SLiThEr #41: Peer Review in the Classroom
Dr. Rebecca Jones from Geoge Mason University presented and led a discussion on peer review in chemistry. The Youtube Video is shown below and linked as well.
Dr. Rebecca Jones from Geoge Mason University presented and led a discussion on peer review in chemistry. The Youtube Video is shown below and linked as well.
Our panelist, Madalyn Radlauer (San Jose State), Jacob Lutter (Univ. Southern Indiana), and Chris Whitehead (Union College), discuss how to approach the PUI faculty job search.They bring the perspectives of those who have recently navigated the process and those who have served on faculty search committees.
A colleague and I started using this Peer Review "lab" activity in our studio-based General Chemistry II course to get students to critically think about what they and their peers were writing on lab reports.
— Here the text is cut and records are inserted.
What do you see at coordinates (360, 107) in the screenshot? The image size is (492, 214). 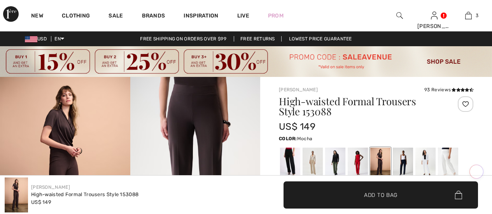 I see `h1: High-waisted Formal Trousers Style 153088` at bounding box center [360, 107].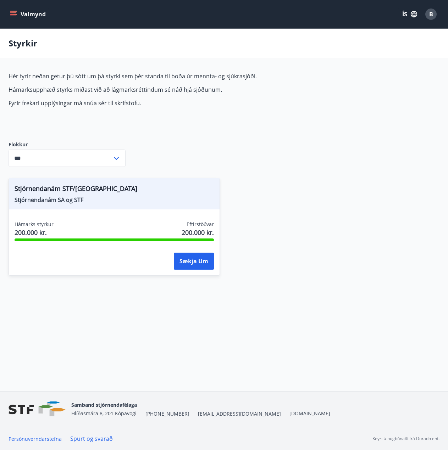  What do you see at coordinates (200, 224) in the screenshot?
I see `span: Eftirstöðvar` at bounding box center [200, 224].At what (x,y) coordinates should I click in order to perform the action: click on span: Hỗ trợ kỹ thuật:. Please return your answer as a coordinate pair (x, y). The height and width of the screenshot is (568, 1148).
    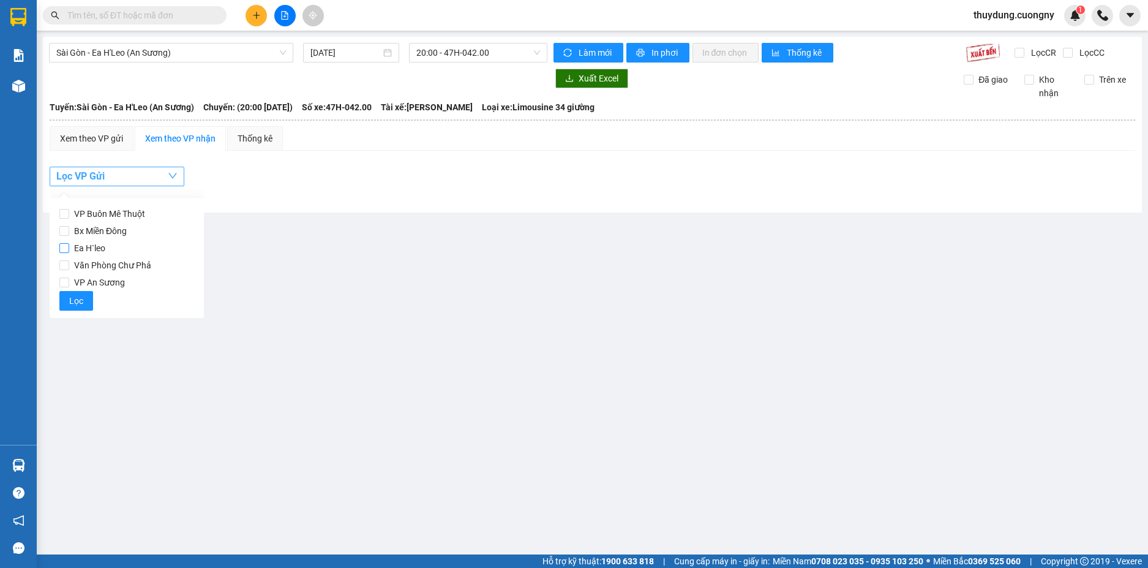
    Looking at the image, I should click on (598, 561). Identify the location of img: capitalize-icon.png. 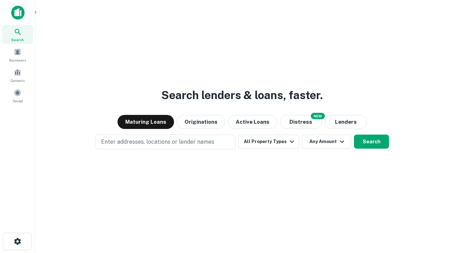
(18, 13).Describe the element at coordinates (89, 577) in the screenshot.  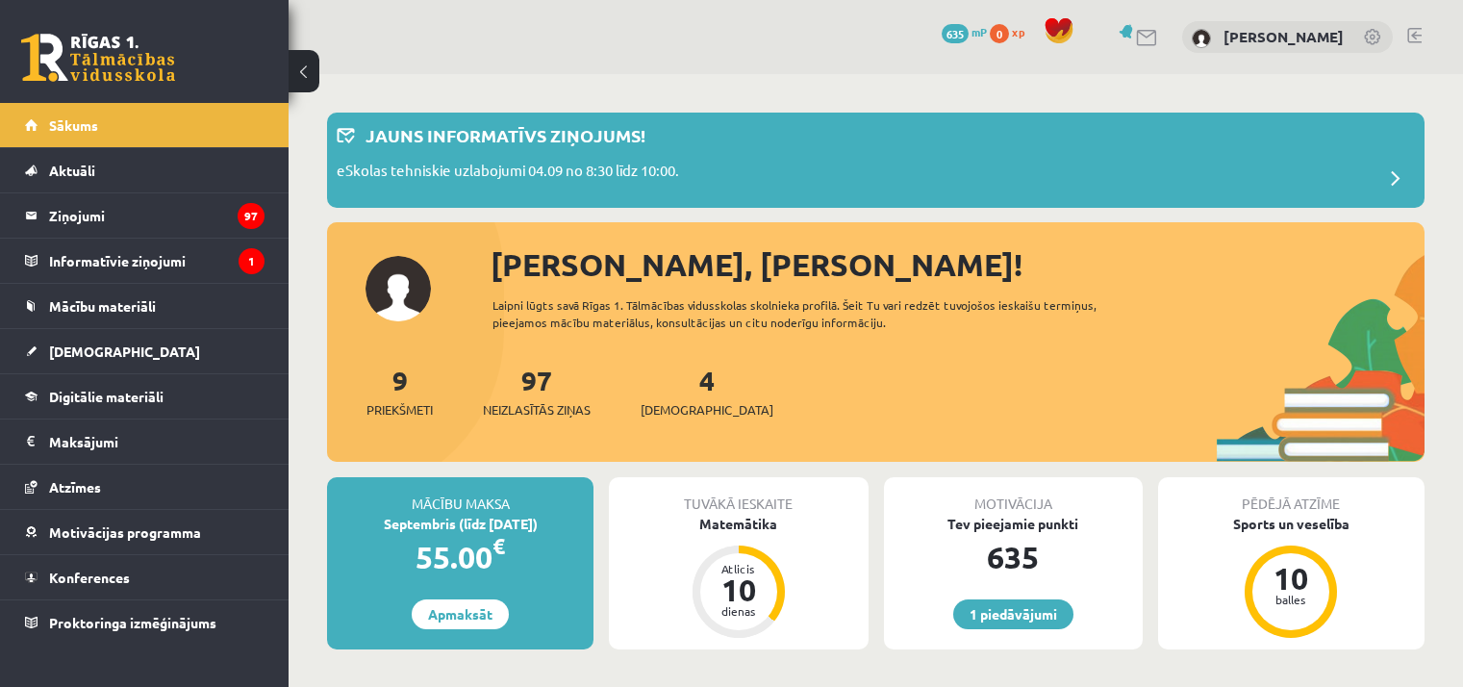
I see `span: Konferences` at that location. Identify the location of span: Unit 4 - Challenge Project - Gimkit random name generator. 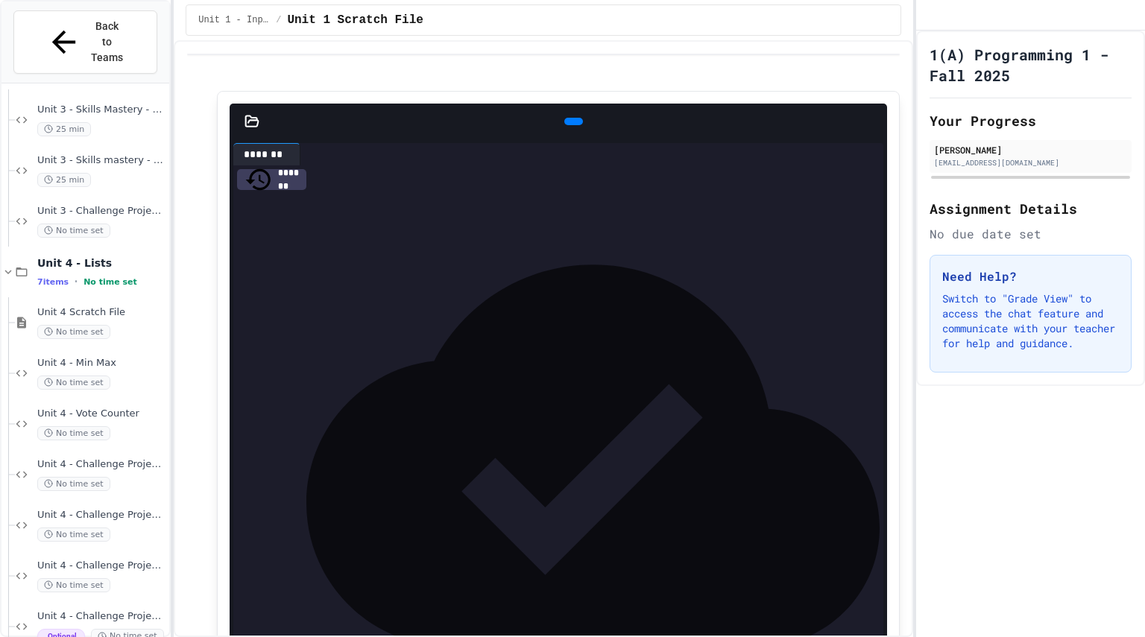
(101, 464).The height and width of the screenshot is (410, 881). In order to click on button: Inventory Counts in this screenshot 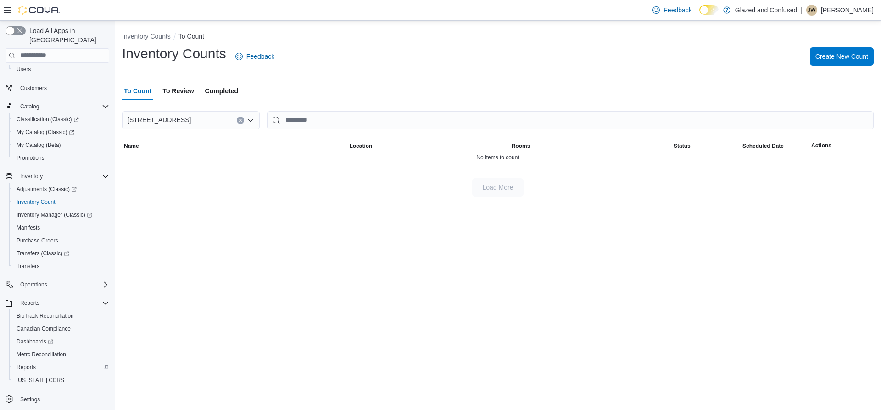, I will do `click(146, 36)`.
When the studio-based course was axed, we continued it in the traditional lab during the fifth or sixth week of a 14 week semester.
Stanley-Gray, Zhang, and Venkataraman from UMass Amherst mined the Cambridge Structural Database to put together graphics that show trends for coordination geometry, distribution of oxidation states, overall coordination geometry, and coordination geometry with specific ligands to understand the influence of ligand on geometry.
In SLiThEr #39 Chip Nataro (Lafayette University) introduces us to the discussion LOs he uses in his senior-level inorganic course and the topics covered.
A sampling of the peer-reviewed literature describing the use of educational games in the undergraduate chemistry classroom. Given that well over 200 publications exist on this topic, this is intended to whet one's appetite for chemistry games rather than be an exhaustive list.
This SLiThEr was presented by Nancy Williams (Keck Science) and Benny Chan (The College of New Jersey) on Inclusivity (particularly from the LGBTQ+ perspective, but in a broader sense as well) in Inorganic Chemistry, with a focus on the inorganic chemistry classroom.
Check it out here:
This is a collection that will help when you are deciding how to introduce inorganic chemistry and/or assess prior knowledge in your inorganic class on the first day.
These slides were originally developed as a part of an Earth Week presentation for a general audience, but can also be used as part of a general chemistry course or any course with electrochemistry. They provide a modern context and relevance to how lithium-ion batteries are produced and function.